I have a monthly time series (for 2009-2012 non-stationary, with seasonality). I can use ARIMA (or ETS) to obtain point and interval forecasts for each month of 2013, but I am interested in forecasting the total for the whole year, including prediction intervals. Is there an easy way in R to obtain interval forecasts for the total for 2013?
Yearly Forecast – Forecast Total for a Year Given Monthly Time Series
aggregationforecastingrtime series
Related Solutions
This is a very frequent happening. The series data shows spikes due to the difference in the number of days.
So, there is a technique called Calender Adjustment, where instead of plotting the net value against the time, the average value per time stamp is considered.
Example: Average value per month.
So, when the time series is adjusted accordingly (by considering the average value per time stamp; instead of the net overall value), the problem of complexity is solved.
And on your question about: Do we even need to worry about this when forecasting using a time series model or does the model account for this? As you can see that this difference in the number of days per month increases the complexity of the series, so by the calender adjustment technique, one can simplify the model without losing on the features and details of the data.
So, now we take into account the number of days, and do not need to consider the number of business days in a month and also do not need to worry about this when forecasting using a time series model.
So, that would smoothen the plot and effectively remove the variation due to the different month lengths; thus making the pattern simpler.
This is excellently explained here.
The R code:
library("fpp")
monthdays <- rep(c(31,28,31,30,31,30,31,31,30,31,30,31),14)
monthdays[26 + (4*12)*(0:2)] <- 29
par(mfrow=c(2,1))
plot(milk, main="Monthly milk production per cow",
ylab="Pounds",xlab="Years")
plot(milk/monthdays, main="Average milk production per cow per day",
ylab="Pounds", xlab="Years")
You might want to look at http://www.autobox.com/pdfs/capable.pdf starting with slide 43 for an example and any number of my responses to this list as this subject has come up many times.
The issue is that DAILY DATA can be largely dependent on deterministic variables like day-of-the-week, week-of-the-year, month of-the-year, week-of-the-month, long-weekends, Fridays-before-a-Monday-Holiday or Mondays-after-a-Friday-Holiday and/or particular days-of-the-month effects.
A major hurdle for you is that holidays (before, on and after) are important and heuristics (i.e. not simply done!) are required to identify many of these structures. Furthermore there may be changes in daily patterns over time and different volatilities (uncertainties/variability) for different days of the week.
To determine these factors requires searching for patterns, not just fitting coefficients. Detecting level shifts and local time trends along with one-time unusual values is also critical beside correctly forming an appropriate structure (i.e. ARIMA model identification) is also critical as one needs to craft together a number of competing model possibilities. Finally changing error variance and/or changing model parameters over time need to be considered as they can come into play quite frequently.
In closing one needs to possibly bring user-specified predictor series and their lead and lag structure which may be needed to explain the series of interest.
Best Answer
Here is a trick I've used before, although I don't think I've ever published it. If
x
is your monthly time series, then you can construct annual totals as follows.To get the forecasts of the annual totals:
The last forecast is for the total of the next year.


### TASK REQUIREMENTS
What lines in the data hold the string "rate"? Show them.

### DATA FOR THE TASK
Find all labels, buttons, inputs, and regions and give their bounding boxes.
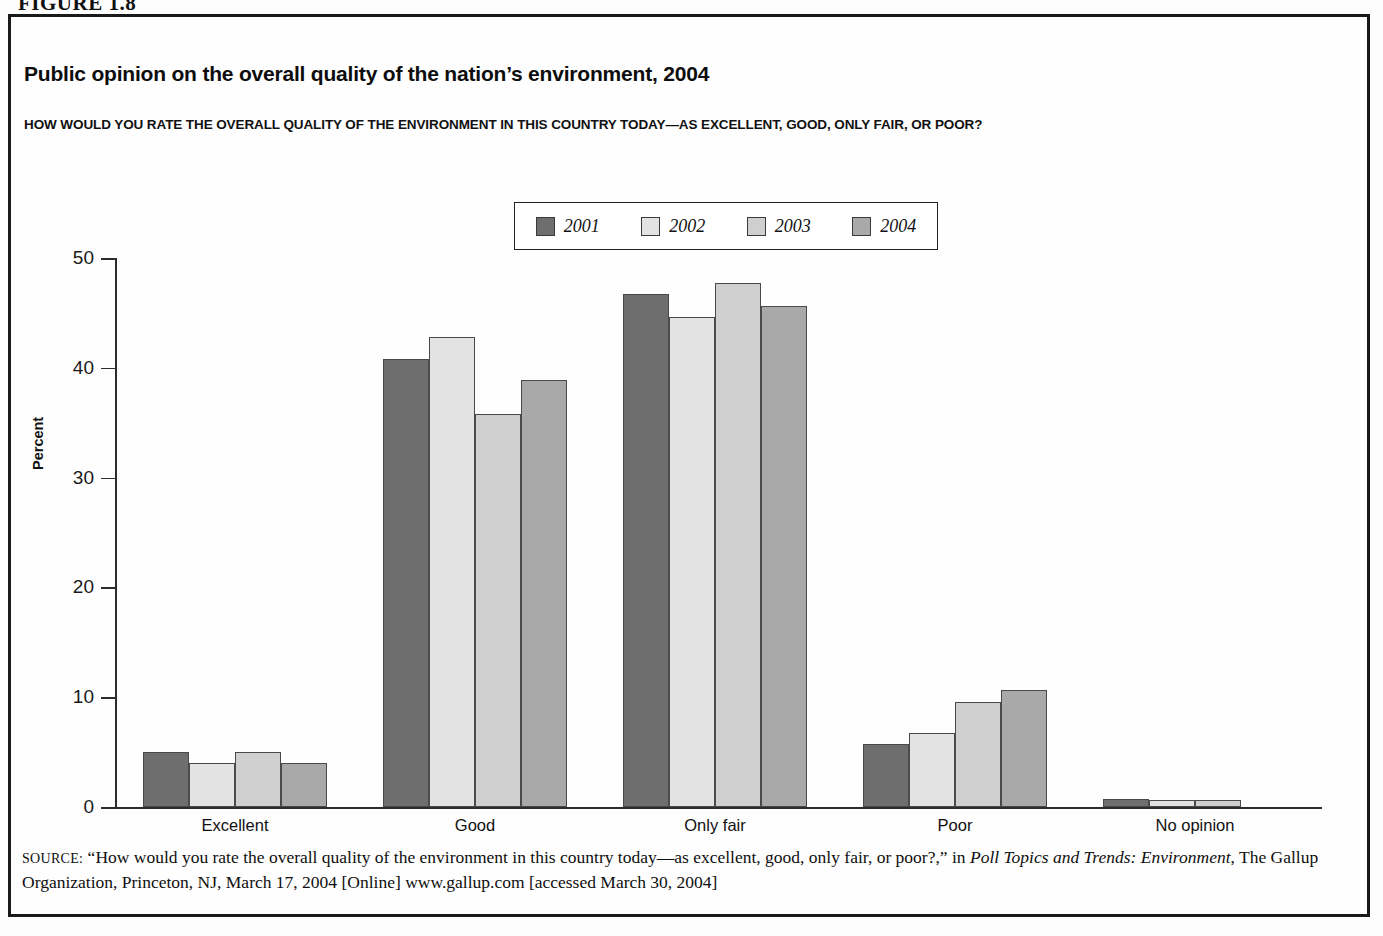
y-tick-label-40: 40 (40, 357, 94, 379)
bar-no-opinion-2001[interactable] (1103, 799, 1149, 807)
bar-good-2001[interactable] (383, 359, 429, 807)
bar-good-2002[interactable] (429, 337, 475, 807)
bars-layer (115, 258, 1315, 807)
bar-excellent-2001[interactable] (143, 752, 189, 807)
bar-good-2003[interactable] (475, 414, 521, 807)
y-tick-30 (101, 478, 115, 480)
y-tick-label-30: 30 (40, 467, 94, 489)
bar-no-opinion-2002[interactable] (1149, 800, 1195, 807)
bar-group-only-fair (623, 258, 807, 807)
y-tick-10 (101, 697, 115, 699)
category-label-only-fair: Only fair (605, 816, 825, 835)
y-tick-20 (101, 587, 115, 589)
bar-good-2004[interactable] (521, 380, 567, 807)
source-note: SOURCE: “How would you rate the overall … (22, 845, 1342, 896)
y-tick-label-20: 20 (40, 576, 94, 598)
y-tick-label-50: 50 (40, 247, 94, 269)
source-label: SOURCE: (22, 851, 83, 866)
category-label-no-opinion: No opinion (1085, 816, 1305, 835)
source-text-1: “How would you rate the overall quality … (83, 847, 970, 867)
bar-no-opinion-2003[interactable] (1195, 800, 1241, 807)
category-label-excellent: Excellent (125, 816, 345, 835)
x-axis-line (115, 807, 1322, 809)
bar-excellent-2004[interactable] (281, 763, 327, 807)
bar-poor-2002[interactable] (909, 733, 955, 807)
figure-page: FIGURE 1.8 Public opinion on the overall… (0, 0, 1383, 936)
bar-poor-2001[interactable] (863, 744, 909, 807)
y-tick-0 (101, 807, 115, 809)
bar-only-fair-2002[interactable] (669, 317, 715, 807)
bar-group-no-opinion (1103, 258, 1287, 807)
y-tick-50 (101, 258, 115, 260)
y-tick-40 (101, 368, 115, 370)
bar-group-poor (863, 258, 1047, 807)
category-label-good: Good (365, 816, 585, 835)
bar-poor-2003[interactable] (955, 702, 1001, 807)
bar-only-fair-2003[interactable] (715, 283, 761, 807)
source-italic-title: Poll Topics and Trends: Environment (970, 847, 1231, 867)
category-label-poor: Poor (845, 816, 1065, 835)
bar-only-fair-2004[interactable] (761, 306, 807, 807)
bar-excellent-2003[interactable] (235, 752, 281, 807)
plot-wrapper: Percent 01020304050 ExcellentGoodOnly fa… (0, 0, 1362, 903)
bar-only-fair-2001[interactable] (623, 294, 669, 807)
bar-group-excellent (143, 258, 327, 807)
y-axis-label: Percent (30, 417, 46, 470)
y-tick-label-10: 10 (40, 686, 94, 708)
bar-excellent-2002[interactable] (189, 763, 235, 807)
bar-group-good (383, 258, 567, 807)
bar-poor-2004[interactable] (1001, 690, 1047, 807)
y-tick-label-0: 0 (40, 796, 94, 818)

### TASK RESPONSE
source-note: SOURCE: “How would you rate the overall … (22, 845, 1342, 896)
source-text-1: “How would you rate the overall quality … (83, 847, 970, 867)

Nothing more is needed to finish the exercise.